By USGBC MA Communications
SMMA is excited to announce that one of the 2017 Nobel Laureates in Physics is none other than Rainer Weiss, a professor at the Massachusetts Institute of Technology, and former SMMA client. In 1997 SMMA took on a laboratory relocation project for MIT and Weiss's Laser Interferometer Gravitational-wave Observatory (LIGO) team. Their former location at MIT's Radiation Lab Bulding #23, now the Historic MIT Radiation Lab Plaque, was set to be demolished and re-designed by architect Frank Gehry, leaving Weiss and his team searching for new lab space.
Radiation Lab #23 was set inside of an old mill-style building dating as far back as World War II. With top secret radar research being conducted there at the time, the building was not efficient enough to meet the needs of the researchers. When it was decided that an artificial intelligence lab would go in its place, LIGO lab ended up relocating to Albany Street inside of the MIT Plasma Science and Fusion Center.
The SMMA team for the project, made up of Ara Krafian, Phil Poinelli, Parker Symmes, Mark O'Brien, Mike Powers, Paul Livernois, and Richard Croswell, consistently met with researchers in order to understand the needs of the lab, and properly fit out the space with the equipment necessary for gravitational-wave research.
“The biggest challenge in this project was vibration control, especially with there being a train spur on the opposite side of the building,” explained Phil Poinelli, FAIA, ALEP, LEED AP, and MCPPA. “The trains that used to run through were freight trains serving East Cambridge, so it was important for us to create the kind of isolation necessary for a piece of equipment (such as the interferometer) that could be disturbed by outside vibration.”
In 2016 Weiss was also awarded the Special Breakthrough Prize in Fundamental Physics, the Gruber Prize in Cosmology, the Shaw Prize in Astronomy, and the Kavli Prize in Astrophysics for his shared work with Ronald Drever and Kip S. Thorne, co-founders of LIGO.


(WHAT YOU ARE ASKED TO DO):
Report every line below that has the string "absent" in it.

(RECORDED DATA):

_ _ _ _ _

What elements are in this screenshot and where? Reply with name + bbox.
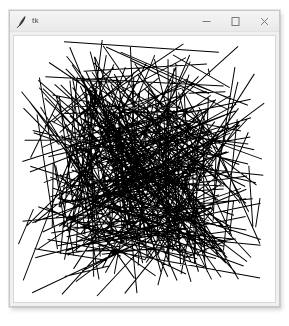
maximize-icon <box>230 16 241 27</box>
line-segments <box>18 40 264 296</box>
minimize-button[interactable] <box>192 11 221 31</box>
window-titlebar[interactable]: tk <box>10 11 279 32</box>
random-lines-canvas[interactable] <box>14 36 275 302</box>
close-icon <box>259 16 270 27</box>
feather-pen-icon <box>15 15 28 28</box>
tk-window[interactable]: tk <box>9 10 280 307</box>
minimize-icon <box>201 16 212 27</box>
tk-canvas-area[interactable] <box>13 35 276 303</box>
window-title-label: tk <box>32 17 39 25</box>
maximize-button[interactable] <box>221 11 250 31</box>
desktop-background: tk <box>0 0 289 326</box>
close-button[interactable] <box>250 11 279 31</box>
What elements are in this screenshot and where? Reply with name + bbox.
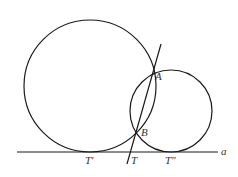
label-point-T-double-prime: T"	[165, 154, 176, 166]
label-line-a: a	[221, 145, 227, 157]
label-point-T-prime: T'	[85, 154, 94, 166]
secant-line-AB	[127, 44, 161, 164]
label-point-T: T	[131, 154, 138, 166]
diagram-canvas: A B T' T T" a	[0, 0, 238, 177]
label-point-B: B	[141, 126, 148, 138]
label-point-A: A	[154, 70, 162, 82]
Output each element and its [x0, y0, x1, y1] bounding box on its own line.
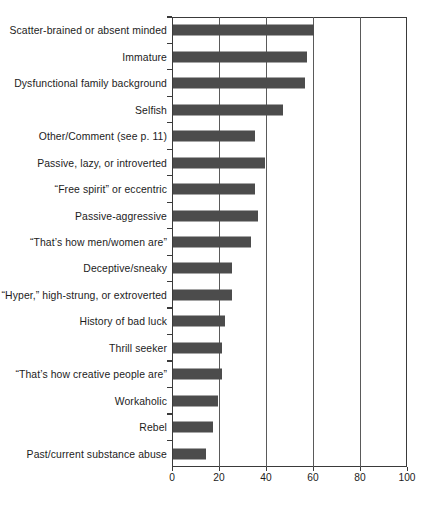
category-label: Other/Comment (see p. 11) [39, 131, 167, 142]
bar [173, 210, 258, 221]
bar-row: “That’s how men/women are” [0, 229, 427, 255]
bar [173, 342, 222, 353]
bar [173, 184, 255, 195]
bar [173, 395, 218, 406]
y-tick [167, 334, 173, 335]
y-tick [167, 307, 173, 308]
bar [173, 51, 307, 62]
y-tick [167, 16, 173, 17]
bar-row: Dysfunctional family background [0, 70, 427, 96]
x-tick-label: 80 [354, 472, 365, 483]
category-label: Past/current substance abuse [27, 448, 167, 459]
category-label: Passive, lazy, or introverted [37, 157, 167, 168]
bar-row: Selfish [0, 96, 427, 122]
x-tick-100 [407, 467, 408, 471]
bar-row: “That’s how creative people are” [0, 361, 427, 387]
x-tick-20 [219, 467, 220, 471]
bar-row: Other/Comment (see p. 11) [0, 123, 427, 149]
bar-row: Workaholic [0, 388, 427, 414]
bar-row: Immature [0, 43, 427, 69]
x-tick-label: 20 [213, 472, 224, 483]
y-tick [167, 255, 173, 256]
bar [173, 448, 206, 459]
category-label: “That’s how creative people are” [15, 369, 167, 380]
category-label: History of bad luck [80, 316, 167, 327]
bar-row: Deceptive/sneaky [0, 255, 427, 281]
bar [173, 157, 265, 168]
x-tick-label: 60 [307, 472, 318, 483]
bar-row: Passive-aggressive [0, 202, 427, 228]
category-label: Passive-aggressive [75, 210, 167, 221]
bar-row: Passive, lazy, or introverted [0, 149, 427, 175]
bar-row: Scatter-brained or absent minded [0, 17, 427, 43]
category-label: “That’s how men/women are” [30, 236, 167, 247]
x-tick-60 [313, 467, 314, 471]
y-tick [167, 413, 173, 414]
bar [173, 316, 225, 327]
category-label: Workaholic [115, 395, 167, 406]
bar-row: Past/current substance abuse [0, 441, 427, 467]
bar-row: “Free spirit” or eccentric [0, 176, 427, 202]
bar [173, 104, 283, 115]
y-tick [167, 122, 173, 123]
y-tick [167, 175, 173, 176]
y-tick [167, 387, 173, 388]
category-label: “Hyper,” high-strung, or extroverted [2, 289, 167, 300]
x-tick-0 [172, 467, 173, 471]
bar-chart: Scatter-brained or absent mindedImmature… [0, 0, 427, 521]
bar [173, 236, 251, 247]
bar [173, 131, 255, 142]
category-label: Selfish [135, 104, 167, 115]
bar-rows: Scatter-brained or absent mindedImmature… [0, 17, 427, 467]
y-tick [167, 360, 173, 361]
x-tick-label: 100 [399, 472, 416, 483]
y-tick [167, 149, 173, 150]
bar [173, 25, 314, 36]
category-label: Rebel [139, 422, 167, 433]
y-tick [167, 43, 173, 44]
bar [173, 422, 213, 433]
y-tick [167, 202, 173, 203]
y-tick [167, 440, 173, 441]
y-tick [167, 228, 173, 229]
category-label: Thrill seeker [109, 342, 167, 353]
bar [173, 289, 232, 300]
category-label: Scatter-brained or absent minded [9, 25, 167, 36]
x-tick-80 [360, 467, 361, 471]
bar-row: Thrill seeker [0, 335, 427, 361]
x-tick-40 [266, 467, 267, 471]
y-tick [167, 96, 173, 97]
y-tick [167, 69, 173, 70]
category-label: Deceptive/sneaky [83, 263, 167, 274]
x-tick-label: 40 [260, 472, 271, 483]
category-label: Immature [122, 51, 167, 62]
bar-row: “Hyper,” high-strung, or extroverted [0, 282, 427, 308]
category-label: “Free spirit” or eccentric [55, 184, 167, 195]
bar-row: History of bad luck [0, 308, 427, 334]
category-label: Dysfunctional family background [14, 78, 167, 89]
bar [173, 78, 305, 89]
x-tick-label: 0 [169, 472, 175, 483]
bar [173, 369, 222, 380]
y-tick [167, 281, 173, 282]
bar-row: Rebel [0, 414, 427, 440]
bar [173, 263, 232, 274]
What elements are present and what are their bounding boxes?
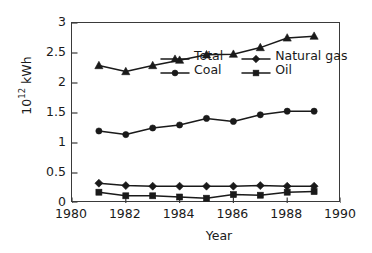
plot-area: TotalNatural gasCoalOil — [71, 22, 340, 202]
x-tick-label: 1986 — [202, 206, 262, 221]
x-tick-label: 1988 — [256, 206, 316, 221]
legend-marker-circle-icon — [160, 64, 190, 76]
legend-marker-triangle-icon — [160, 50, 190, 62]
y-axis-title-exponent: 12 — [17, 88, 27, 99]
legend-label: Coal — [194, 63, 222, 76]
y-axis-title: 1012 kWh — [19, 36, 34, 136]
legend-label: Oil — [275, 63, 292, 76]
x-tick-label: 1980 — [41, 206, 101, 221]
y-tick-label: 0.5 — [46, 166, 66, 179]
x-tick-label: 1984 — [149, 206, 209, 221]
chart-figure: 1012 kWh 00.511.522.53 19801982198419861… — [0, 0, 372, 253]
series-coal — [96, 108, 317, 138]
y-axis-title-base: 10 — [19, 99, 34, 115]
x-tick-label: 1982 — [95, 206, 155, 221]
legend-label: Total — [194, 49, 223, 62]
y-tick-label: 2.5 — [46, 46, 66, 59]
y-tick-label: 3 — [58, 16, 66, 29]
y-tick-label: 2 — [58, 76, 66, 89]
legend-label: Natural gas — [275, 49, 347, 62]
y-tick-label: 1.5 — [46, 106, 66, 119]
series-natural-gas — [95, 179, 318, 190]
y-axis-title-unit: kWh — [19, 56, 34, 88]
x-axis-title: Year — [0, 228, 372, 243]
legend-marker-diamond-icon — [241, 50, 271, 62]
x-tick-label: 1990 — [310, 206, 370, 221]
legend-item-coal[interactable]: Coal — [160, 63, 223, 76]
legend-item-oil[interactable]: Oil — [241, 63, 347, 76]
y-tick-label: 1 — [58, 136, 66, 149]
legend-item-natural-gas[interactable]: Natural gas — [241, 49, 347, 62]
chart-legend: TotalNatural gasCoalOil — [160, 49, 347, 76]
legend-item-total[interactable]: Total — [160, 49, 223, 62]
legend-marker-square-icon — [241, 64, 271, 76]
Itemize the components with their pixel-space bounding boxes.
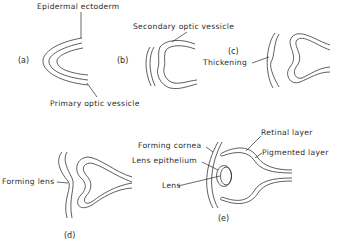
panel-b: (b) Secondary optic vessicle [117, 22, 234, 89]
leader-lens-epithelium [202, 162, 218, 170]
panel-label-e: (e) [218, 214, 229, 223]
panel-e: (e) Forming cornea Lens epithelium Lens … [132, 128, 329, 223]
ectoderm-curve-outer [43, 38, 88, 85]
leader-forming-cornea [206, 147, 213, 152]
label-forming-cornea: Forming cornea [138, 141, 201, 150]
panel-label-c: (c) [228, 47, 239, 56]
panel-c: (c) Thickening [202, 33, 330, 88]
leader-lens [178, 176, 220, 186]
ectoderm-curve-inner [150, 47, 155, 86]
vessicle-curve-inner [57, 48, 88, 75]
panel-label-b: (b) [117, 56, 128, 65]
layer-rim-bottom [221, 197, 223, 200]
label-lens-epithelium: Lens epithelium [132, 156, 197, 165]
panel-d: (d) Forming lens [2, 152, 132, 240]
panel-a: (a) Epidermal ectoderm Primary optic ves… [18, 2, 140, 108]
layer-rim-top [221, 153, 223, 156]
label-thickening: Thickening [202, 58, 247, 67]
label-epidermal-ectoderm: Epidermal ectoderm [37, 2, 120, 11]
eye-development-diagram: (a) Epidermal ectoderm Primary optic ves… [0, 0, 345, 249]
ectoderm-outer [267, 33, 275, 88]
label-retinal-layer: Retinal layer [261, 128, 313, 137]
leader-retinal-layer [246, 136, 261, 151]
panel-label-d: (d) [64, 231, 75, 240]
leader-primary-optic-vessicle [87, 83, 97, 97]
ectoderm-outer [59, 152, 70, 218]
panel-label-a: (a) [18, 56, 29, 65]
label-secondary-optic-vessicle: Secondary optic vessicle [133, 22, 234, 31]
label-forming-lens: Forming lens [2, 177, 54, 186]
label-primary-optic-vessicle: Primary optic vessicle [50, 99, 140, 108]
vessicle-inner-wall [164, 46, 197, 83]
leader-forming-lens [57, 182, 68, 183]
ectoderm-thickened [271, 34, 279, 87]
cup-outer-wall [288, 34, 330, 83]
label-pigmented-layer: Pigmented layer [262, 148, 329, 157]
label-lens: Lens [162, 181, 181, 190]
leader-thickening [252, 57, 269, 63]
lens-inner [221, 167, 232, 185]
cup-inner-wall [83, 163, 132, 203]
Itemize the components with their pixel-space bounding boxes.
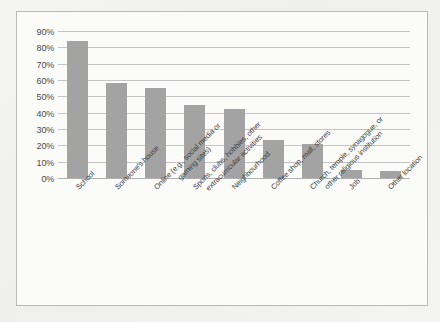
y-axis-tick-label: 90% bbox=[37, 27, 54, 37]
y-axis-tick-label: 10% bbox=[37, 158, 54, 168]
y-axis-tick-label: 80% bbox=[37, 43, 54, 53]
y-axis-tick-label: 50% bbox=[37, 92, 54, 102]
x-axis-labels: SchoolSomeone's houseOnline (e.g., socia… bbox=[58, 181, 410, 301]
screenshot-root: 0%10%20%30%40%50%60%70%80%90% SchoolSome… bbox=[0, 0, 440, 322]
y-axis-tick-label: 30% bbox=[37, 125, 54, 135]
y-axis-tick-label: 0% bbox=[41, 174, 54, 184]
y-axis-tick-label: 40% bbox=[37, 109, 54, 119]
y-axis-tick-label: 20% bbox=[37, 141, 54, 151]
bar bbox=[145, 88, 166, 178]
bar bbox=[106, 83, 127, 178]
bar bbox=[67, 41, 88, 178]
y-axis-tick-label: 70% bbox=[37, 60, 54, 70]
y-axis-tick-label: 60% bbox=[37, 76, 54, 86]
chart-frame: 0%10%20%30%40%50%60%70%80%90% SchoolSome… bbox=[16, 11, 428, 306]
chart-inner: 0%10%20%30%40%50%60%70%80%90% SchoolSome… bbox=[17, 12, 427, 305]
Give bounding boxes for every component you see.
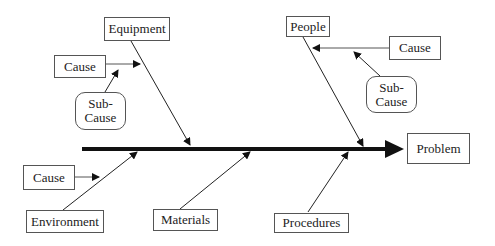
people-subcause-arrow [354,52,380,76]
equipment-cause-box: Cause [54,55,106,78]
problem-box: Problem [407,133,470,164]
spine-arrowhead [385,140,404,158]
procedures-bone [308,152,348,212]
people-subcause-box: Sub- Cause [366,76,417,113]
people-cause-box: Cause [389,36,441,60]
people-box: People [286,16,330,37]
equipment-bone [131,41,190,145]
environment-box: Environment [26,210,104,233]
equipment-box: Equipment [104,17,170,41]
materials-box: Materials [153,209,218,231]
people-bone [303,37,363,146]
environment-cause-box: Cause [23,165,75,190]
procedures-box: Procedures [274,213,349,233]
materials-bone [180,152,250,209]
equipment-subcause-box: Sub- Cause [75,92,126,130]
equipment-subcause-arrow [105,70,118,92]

_ _ _ _ _

(SOLUTION):
bar-row: Scatter-brained or absent minded [0, 17, 427, 43]
bar-chart: Scatter-brained or absent mindedImmature… [0, 0, 427, 521]
bar-rows: Scatter-brained or absent mindedImmature… [0, 17, 427, 467]
category-label: Scatter-brained or absent minded [9, 25, 167, 36]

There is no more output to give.